The artists who signed the Ricordi posters for the Mele company are the greatest representatives of Italian poster art between the nineteenth and twentieth centuries:
A. Beltrame, P.L. Caldanzano, L. Cappiello, S. De Stefano, M. Dudovich, F. Laskoff, G. E. Malerba, A. L. Mauzan, A. Mazza, L. Metlicovitz, E. Sacchetti, A. Terzi, A. Villa.

The Mele posters are unanimously considered among the most interesting advertising posters of Italian production between the two centuries. The first fact that emerges when observing them is that the privileged object of advertising representation is fashion in all its seasonal variations.

The Magazzini Mele immediately stood out for their modern structure which was based on a wide variety of items (over a thousand). From clothing, linen, furniture, gift items, perfumery to the production of watches and champagne from the Mele winery.

The Mele brothers saw poster art as an effective advertising tool. They did not neglect the technical creation of the posters, establishing a long-lasting relationship with the Officine Grafiche Ricordi of Milan which already had the most modern technologies at its disposal. Season after season, the posters of the Mele company aroused admiration for the creative originality and beauty of their visual language, offering a mass audience the refined and captivating image of the aristocratic world of the past.

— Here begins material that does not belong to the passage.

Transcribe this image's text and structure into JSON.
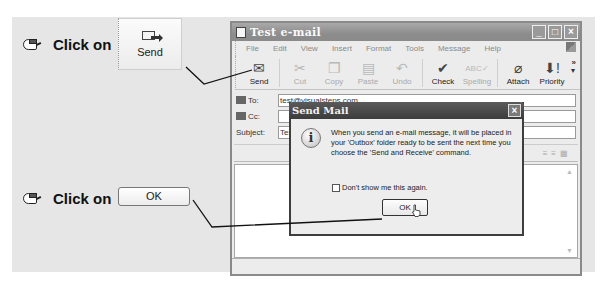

Looking at the advertised images, the consumer identifies in Mele clothing products a way to indirectly enjoy the lifestyle of good society, beyond the distance and inaccessibility of the boxes of the Opera House and aristocratic parties. Casa Mele's ingenious advertising stunts reveal the "trick" of using images that represent a socially elevated world as a technique to attract consumers. In the figurative text of the poster the spectator becomes part of universes that belong to cultures and classes that are not always his own but which he can symbolically access thanks to taste.